Posts Tagged ‘language’
Only in Tibet…
On ResetDOC, Michael Dillon comments on violence by the Chinese government against the Uyghur population and points to the underlying structural racism:
If [Uyghurs] don’t speak and read Chinese correctly, then they do not get a job. But they are also excluded for ethnic reasons: Han Chinese prefer to work with Han. Simply, there is a strong anti-Uyghur racism there.
Dillon also comments on the hesitant role of European countries and the US:
The difference is certainly that the Uyghurs are Muslims and Muslims are not very popular in the West right now. Though the main difference is that with Tibet there is an alternative government in exile under the Dalai Lama, so the Chinese have always been able to point at the Dalai Lama and say that he is undermining their control over Tibet. And a lot of Tibetans as we know support the Dalai Lama. That is not the case for Xinjiang. The Uyghurs do look to Central Asian states, such as Kirghizstan, Uzbekistan, Kazakhstan, as a sort of a mother, but there is not an alternative government.
ResetDOC also features two more articles that portray the economic backgrounds of the conflict as well as the role of Turkish language spoken by the Uyghurs.
Politics of citizenship and language: “Allochtoon” becomes “bicultural”
The Dutch government seems to have adopted a new terminology for ethnic minorities in the Netherlands. The term “bicultural” is now used in official communication rather than “allochtoon” for people of non-Dutch (or rather non-white) ethnicities. In February, the organisation Innovation for Integration will start a media campaign to promote the term.
The word bicultural is a positive counterpart for the word allochtoon,” Yesim Candam, the Turkish founder of IVI, said last year. “We used to say ‘guest labourer’, ‘new Dutch’ or ‘allochtoon’. ‘Bicultural’ is the first term that expresses the fact that two cultures are more than one!”

"I am Antoon" - "I am Allochtoon"
The term “allochtoon” has become widely used in the Netherlands for people of non-Dutch descent. In popular use, the term is only applied to non-whites, such as people with Turkish or Moroccan ancestry. The Dutch bureau of statistics makes a differentiation between “western” and “non-western” allochtoons in their census categories. While the state agency refers to “allochtoons” only to first- and second-generation immigrants, in everyday usage all non-white people are seen as “allochtoon”.
Historian Ian Buruma described the term “allochtoon” as “an ugly, and relatively new, bureaucratic term for people of alien, but more specifially non-European, origin”. It’s an example of how citizenship in Europe is often defined racially. Like in most European countries, citizenship law in the Netherlands is based on the “jus sanguinis” principle (literally: right of blood”). It confers citizenship rights based on the belonging to the national community of the Dutch, whatever that might look like.
The introduction of the term “biculturalism” is another step toward recognising that citizenship should be based on political principles rather than ethnic and racial fault lines.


> **Exercise brief**:
If a line in the entries below includes "lobe", show that line.

[Opening The data section]

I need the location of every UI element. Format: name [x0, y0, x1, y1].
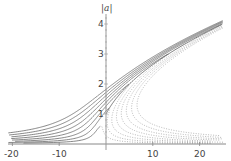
- response-curve-f3: [112, 84, 223, 142]
- response-curve-f2: [107, 108, 210, 143]
- y-axis-title: |a|: [101, 3, 112, 14]
- x-tick-label-neg20: -20: [4, 149, 19, 159]
- curve-family: [8, 21, 223, 144]
- y-tick-label-3: 3: [98, 49, 104, 59]
- response-curve-f6: [126, 26, 222, 139]
- response-curve-f5: [121, 25, 222, 140]
- response-curve-f7: [9, 22, 223, 135]
- frequency-response-plot: |a| -20 -10 10 20 1 2 3 4: [0, 0, 231, 161]
- response-curve-f7: [132, 27, 223, 137]
- y-tick-label-4: 4: [98, 19, 104, 29]
- response-curve-f6: [11, 23, 222, 137]
- y-tick-label-1: 1: [98, 109, 104, 119]
- y-tick-label-2: 2: [98, 79, 104, 89]
- response-curve-f1: [102, 126, 211, 143]
- response-curve-f4: [116, 54, 210, 141]
- chart-container: |a| -20 -10 10 20 1 2 3 4: [0, 0, 231, 161]
- x-tick-label-20: 20: [194, 149, 206, 159]
- response-curve-f3: [15, 84, 129, 141]
- x-tick-label-10: 10: [147, 149, 159, 159]
- x-tick-label-neg10: -10: [52, 149, 67, 159]
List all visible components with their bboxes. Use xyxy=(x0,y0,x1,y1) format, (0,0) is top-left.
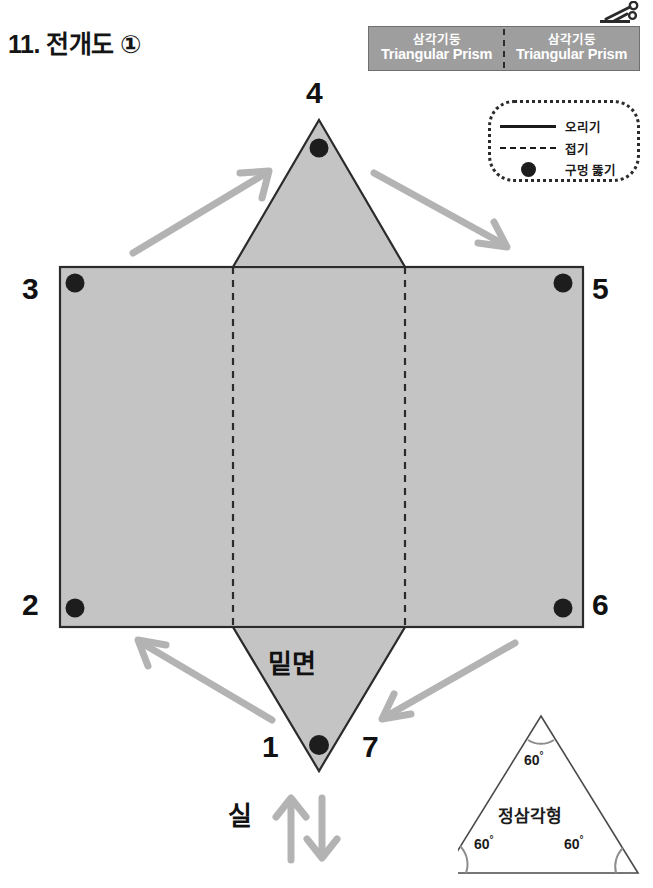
hole-6 xyxy=(554,599,573,618)
thread-arrow-down xyxy=(307,798,337,858)
net-label-7: 7 xyxy=(362,730,379,764)
net-label-2: 2 xyxy=(22,588,39,622)
hole-4 xyxy=(310,139,329,158)
degree-symbol-top: ° xyxy=(540,750,544,761)
degree-symbol-left: ° xyxy=(490,834,494,845)
hole-2 xyxy=(66,599,85,618)
bottom-face-label: 밑면 xyxy=(268,643,316,680)
hole-1-7 xyxy=(309,735,329,755)
angle-value-top: 60 xyxy=(524,752,540,768)
triangle-name-label: 정삼각형 xyxy=(498,802,562,827)
angle-label-left: 60° xyxy=(474,834,494,852)
angle-value-right: 60 xyxy=(564,836,580,852)
angle-label-right: 60° xyxy=(564,834,584,852)
thread-label: 실 xyxy=(228,795,252,832)
net-rectangle-body xyxy=(60,267,583,627)
net-label-6: 6 xyxy=(592,588,609,622)
equilateral-triangle-figure xyxy=(458,706,648,884)
angle-value-left: 60 xyxy=(474,836,490,852)
degree-symbol-right: ° xyxy=(580,834,584,845)
equilateral-triangle-panel: 60° 정삼각형 60° 60° xyxy=(458,706,648,884)
hole-5 xyxy=(554,274,573,293)
angle-label-top: 60° xyxy=(524,750,544,768)
hole-3 xyxy=(66,274,85,293)
thread-arrows xyxy=(276,798,337,860)
thread-arrow-up xyxy=(276,798,306,860)
net-label-4: 4 xyxy=(306,76,323,110)
net-label-1: 1 xyxy=(262,730,279,764)
arrow-top-right xyxy=(374,173,507,247)
net-label-5: 5 xyxy=(592,272,609,306)
net-label-3: 3 xyxy=(22,272,39,306)
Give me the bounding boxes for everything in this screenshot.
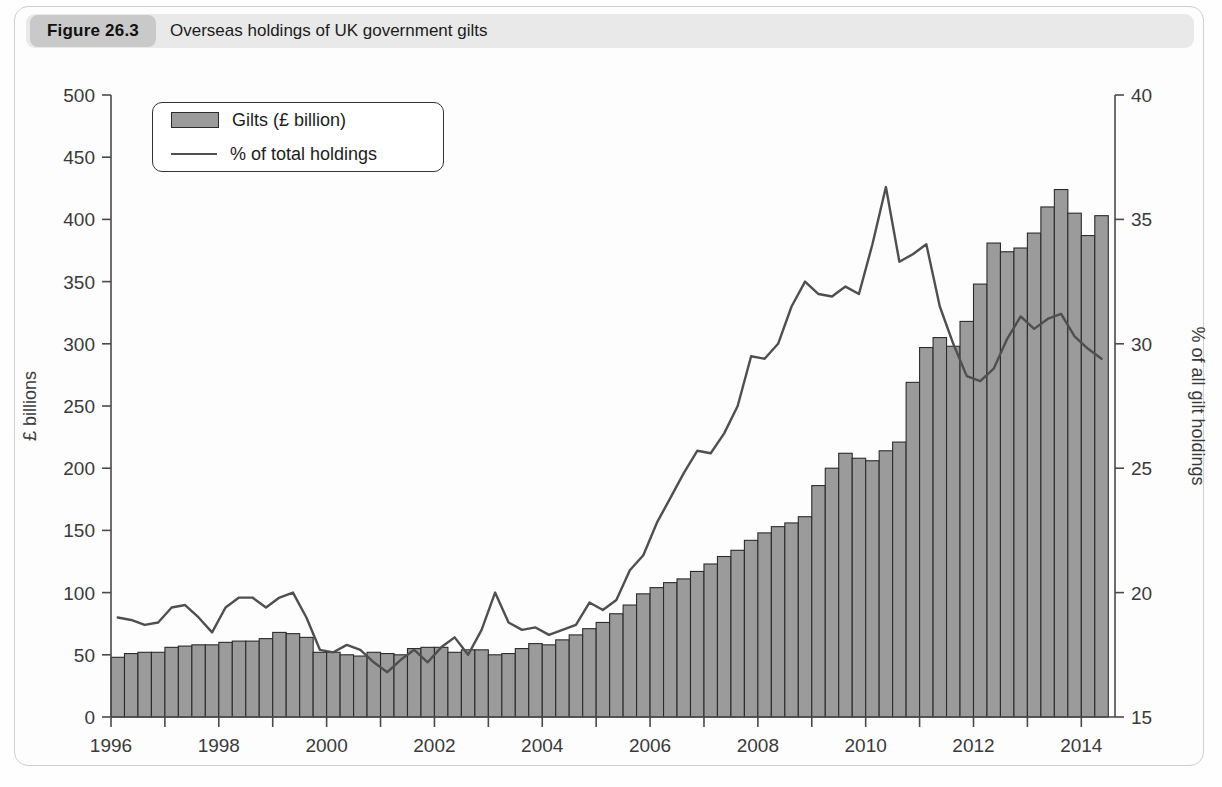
- bar: [893, 442, 906, 717]
- bar: [1027, 233, 1040, 717]
- bar: [610, 614, 623, 717]
- bar: [340, 655, 353, 717]
- bar: [717, 557, 730, 717]
- x-tick-label: 2002: [413, 735, 455, 756]
- bar: [502, 654, 515, 717]
- bar: [165, 647, 178, 717]
- bar: [475, 650, 488, 717]
- x-tick-label: 2014: [1060, 735, 1103, 756]
- bar: [785, 523, 798, 717]
- bar: [798, 517, 811, 717]
- y-tick-label: 100: [63, 583, 95, 604]
- y-tick-label: 350: [63, 272, 95, 293]
- bar: [1095, 216, 1108, 717]
- bar: [920, 348, 933, 717]
- x-tick-label: 2012: [952, 735, 994, 756]
- x-tick-label: 1996: [90, 735, 132, 756]
- y-tick-label: 200: [63, 458, 95, 479]
- x-tick-label: 1998: [198, 735, 240, 756]
- x-tick-label: 2010: [845, 735, 887, 756]
- bar: [300, 637, 313, 717]
- bar: [947, 346, 960, 717]
- bar: [623, 605, 636, 717]
- bar: [690, 571, 703, 717]
- bar: [664, 583, 677, 717]
- chart-legend: Gilts (£ billion) % of total holdings: [152, 102, 444, 172]
- y2-tick-label: 40: [1131, 85, 1152, 106]
- x-tick-label: 2004: [521, 735, 564, 756]
- bar: [650, 588, 663, 717]
- bar: [1041, 207, 1054, 717]
- bar: [569, 635, 582, 717]
- y2-tick-label: 25: [1131, 458, 1152, 479]
- bar: [354, 656, 367, 717]
- bar-series: [111, 190, 1108, 717]
- bar: [731, 550, 744, 717]
- bar: [273, 632, 286, 717]
- bar: [138, 652, 151, 717]
- bar: [286, 634, 299, 717]
- bar: [839, 453, 852, 717]
- bar: [852, 458, 865, 717]
- y-tick-label: 500: [63, 85, 95, 106]
- legend-line-swatch-icon: [171, 153, 217, 155]
- y2-tick-label: 30: [1131, 334, 1152, 355]
- bar: [879, 451, 892, 717]
- y2-tick-label: 35: [1131, 209, 1152, 230]
- bar: [825, 468, 838, 717]
- bar: [744, 540, 757, 717]
- x-tick-label: 2008: [737, 735, 779, 756]
- bar: [1054, 190, 1067, 717]
- bar: [151, 652, 164, 717]
- bar: [1000, 252, 1013, 717]
- bar: [1081, 236, 1094, 717]
- legend-bar-swatch-icon: [171, 112, 219, 128]
- bar: [313, 652, 326, 717]
- bar: [812, 486, 825, 717]
- bar: [542, 645, 555, 717]
- bar: [974, 284, 987, 717]
- bar: [771, 527, 784, 717]
- bar: [111, 657, 124, 717]
- bar: [960, 321, 973, 717]
- y-tick-label: 300: [63, 334, 95, 355]
- legend-item-percent: % of total holdings: [153, 137, 443, 171]
- bar: [488, 655, 501, 717]
- bar: [583, 629, 596, 717]
- bar: [407, 649, 420, 717]
- y-tick-label: 400: [63, 209, 95, 230]
- bar: [192, 645, 205, 717]
- bar: [327, 652, 340, 717]
- bar: [529, 644, 542, 717]
- y2-axis-title: % of all gilt holdings: [1188, 326, 1208, 485]
- bar: [758, 533, 771, 717]
- bar: [246, 641, 259, 717]
- bar: [933, 338, 946, 717]
- legend-label-gilts: Gilts (£ billion): [232, 110, 346, 131]
- legend-item-gilts: Gilts (£ billion): [153, 103, 443, 137]
- bar: [677, 579, 690, 717]
- bar: [178, 646, 191, 717]
- bar: [448, 652, 461, 717]
- bar: [596, 622, 609, 717]
- bar: [637, 594, 650, 717]
- bar: [259, 639, 272, 717]
- bar: [515, 649, 528, 717]
- bar: [987, 243, 1000, 717]
- x-tick-label: 2000: [305, 735, 347, 756]
- bar: [1068, 213, 1081, 717]
- y2-tick-label: 20: [1131, 583, 1152, 604]
- figure-container: Figure 26.3 Overseas holdings of UK gove…: [0, 0, 1222, 787]
- y-tick-label: 50: [74, 645, 95, 666]
- y-tick-label: 450: [63, 147, 95, 168]
- legend-label-percent: % of total holdings: [230, 144, 377, 165]
- bar: [219, 642, 232, 717]
- bar: [124, 654, 137, 717]
- y-tick-label: 0: [84, 707, 95, 728]
- y-axis-title: £ billions: [20, 371, 40, 441]
- x-tick-label: 2006: [629, 735, 671, 756]
- bar: [205, 645, 218, 717]
- bar: [434, 647, 447, 717]
- bar: [866, 461, 879, 717]
- bar: [906, 382, 919, 717]
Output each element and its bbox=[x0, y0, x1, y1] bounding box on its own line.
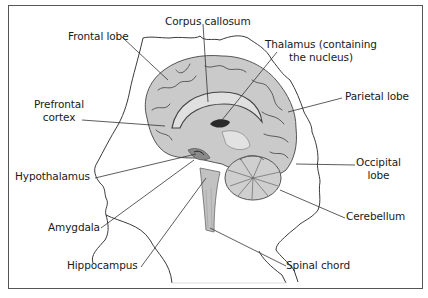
label-prefrontal-line2: cortex bbox=[34, 111, 84, 124]
cerebellum-shape bbox=[225, 156, 281, 201]
label-prefrontal-cortex: Prefrontal cortex bbox=[34, 98, 84, 124]
leader-cerebellum bbox=[280, 190, 345, 218]
brain-stem bbox=[200, 168, 220, 232]
label-amygdala: Amygdala bbox=[48, 221, 100, 234]
label-thalamus-line1: Thalamus (containing bbox=[265, 38, 377, 51]
leader-spinal-chord bbox=[210, 228, 286, 266]
leader-frontal-lobe bbox=[122, 37, 168, 80]
label-parietal-lobe: Parietal lobe bbox=[345, 90, 409, 103]
leader-amygdala bbox=[101, 160, 194, 228]
label-spinal-chord: Spinal chord bbox=[286, 259, 350, 272]
label-frontal-lobe: Frontal lobe bbox=[68, 30, 129, 43]
leader-occipital-lobe bbox=[296, 164, 355, 165]
leader-hypothalamus bbox=[95, 154, 196, 178]
label-hippocampus: Hippocampus bbox=[67, 259, 138, 272]
label-thalamus: Thalamus (containing the nucleus) bbox=[265, 38, 377, 64]
label-occipital-line2: lobe bbox=[356, 169, 401, 182]
label-occipital-line1: Occipital bbox=[356, 156, 401, 169]
label-corpus-callosum: Corpus callosum bbox=[165, 15, 251, 28]
leader-parietal-lobe bbox=[288, 98, 342, 112]
label-cerebellum: Cerebellum bbox=[346, 210, 405, 223]
label-prefrontal-line1: Prefrontal bbox=[34, 98, 84, 111]
label-thalamus-line2: the nucleus) bbox=[265, 51, 377, 64]
label-hypothalamus: Hypothalamus bbox=[15, 170, 90, 183]
neck-outline bbox=[106, 215, 172, 283]
back-neck-outline bbox=[259, 251, 286, 283]
label-occipital-lobe: Occipital lobe bbox=[356, 156, 401, 182]
cerebrum bbox=[145, 56, 296, 177]
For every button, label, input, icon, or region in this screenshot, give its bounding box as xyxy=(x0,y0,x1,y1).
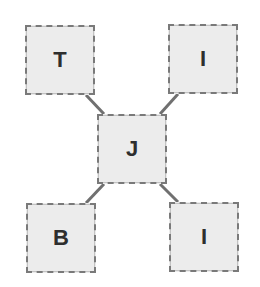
diagram-canvas: T I J B I xyxy=(0,0,260,287)
node-label: I xyxy=(201,226,207,248)
node-label: T xyxy=(53,49,66,71)
node-label: J xyxy=(126,138,138,160)
edge-center-bottom-right xyxy=(160,184,178,202)
edge-center-top-right xyxy=(160,94,178,114)
edge-center-bottom-left xyxy=(86,184,104,203)
node-label: B xyxy=(53,227,69,249)
node-bottom-right: I xyxy=(169,202,239,272)
node-bottom-left: B xyxy=(26,203,96,273)
node-top-left: T xyxy=(25,25,95,95)
node-center: J xyxy=(97,114,167,184)
node-label: I xyxy=(200,48,206,70)
edge-center-top-left xyxy=(86,95,104,114)
node-top-right: I xyxy=(168,24,238,94)
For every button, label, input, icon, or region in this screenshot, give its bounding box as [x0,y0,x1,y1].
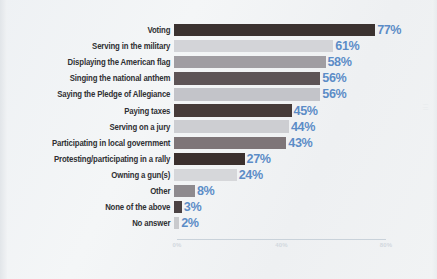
bar-area: 3% [174,199,437,215]
horizontal-bar-chart: Voting77%Serving in the military61%Displ… [0,0,437,279]
bar-area: 27% [174,151,437,167]
bar-row: Paying taxes45% [0,102,437,118]
bar-row: Saying the Pledge of Allegiance56% [0,86,437,102]
bar-area: 61% [174,38,437,54]
bar-row: Participating in local government43% [0,135,437,151]
chart-page: Voting77%Serving in the military61%Displ… [0,0,437,279]
bar-row: No answer2% [0,215,437,231]
bar-row: Serving on a jury44% [0,119,437,135]
bar-area: 24% [174,167,437,183]
category-label: Serving on a jury [12,122,174,132]
value-label: 61% [335,40,359,52]
bar-rows: Voting77%Serving in the military61%Displ… [0,22,437,231]
x-axis-ticks: 0%40%80% [177,242,386,254]
bar-area: 2% [174,215,437,231]
value-label: 45% [294,105,318,117]
bar-row: None of the above3% [0,199,437,215]
category-label: Other [12,186,174,196]
bar [174,40,333,52]
category-label: Displaying the American flag [12,57,174,67]
bar [174,137,286,149]
category-label: None of the above [12,202,174,212]
bar-row: Displaying the American flag58% [0,54,437,70]
bar-area: 77% [174,22,437,38]
bar [174,88,320,100]
bar-area: 44% [174,119,437,135]
value-label: 44% [291,121,315,133]
x-axis-tick-label: 40% [275,242,288,248]
bar [174,104,292,116]
category-label: Saying the Pledge of Allegiance [12,89,174,99]
value-label: 58% [328,56,352,68]
bar [174,72,320,84]
category-label: No answer [12,218,174,228]
category-label: Protesting/participating in a rally [12,154,174,164]
bar-area: 58% [174,54,437,70]
category-label: Serving in the military [12,41,174,51]
value-label: 8% [197,185,214,197]
watermark-text: ||| [423,104,429,112]
category-label: Participating in local government [12,138,174,148]
bar [174,185,195,197]
bar-row: Singing the national anthem56% [0,70,437,86]
bar-row: Voting77% [0,22,437,38]
category-label: Voting [12,25,174,35]
bar-row: Protesting/participating in a rally27% [0,151,437,167]
bar [174,201,182,213]
x-axis-tick-label: 0% [172,242,181,248]
category-label: Singing the national anthem [12,73,174,83]
bar-area: 56% [174,86,437,102]
bar-row: Serving in the military61% [0,38,437,54]
bar [174,56,326,68]
x-axis-tick-label: 80% [380,242,393,248]
bar [174,217,179,229]
value-label: 27% [247,153,271,165]
category-label: Owning a gun(s) [12,170,174,180]
value-label: 2% [181,217,198,229]
bar [174,120,289,132]
bar [174,153,245,165]
bar-area: 8% [174,183,437,199]
bar-row: Owning a gun(s)24% [0,167,437,183]
bar-area: 56% [174,70,437,86]
value-label: 43% [288,137,312,149]
bar-row: Other8% [0,183,437,199]
x-axis-line [177,239,386,240]
value-label: 24% [239,169,263,181]
value-label: 56% [322,72,346,84]
value-label: 3% [184,201,201,213]
bar-area: 43% [174,135,437,151]
value-label: 77% [377,24,401,36]
bar [174,24,375,36]
value-label: 56% [322,88,346,100]
bar-area: 45% [174,102,437,118]
bar [174,169,237,181]
category-label: Paying taxes [12,106,174,116]
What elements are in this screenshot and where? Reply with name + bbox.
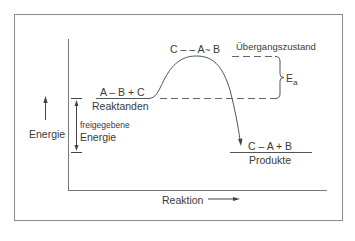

[Closing The data section]

> **Worked solution**:
leader-frontal-lobe bbox=[122, 37, 168, 80]
label-parietal-lobe: Parietal lobe bbox=[345, 90, 409, 103]
label-frontal-lobe: Frontal lobe bbox=[68, 30, 129, 43]
leader-occipital-lobe bbox=[296, 164, 355, 165]
label-occipital-line2: lobe bbox=[356, 169, 401, 182]
leader-parietal-lobe bbox=[288, 98, 342, 112]
label-occipital-lobe: Occipital lobe bbox=[356, 156, 401, 182]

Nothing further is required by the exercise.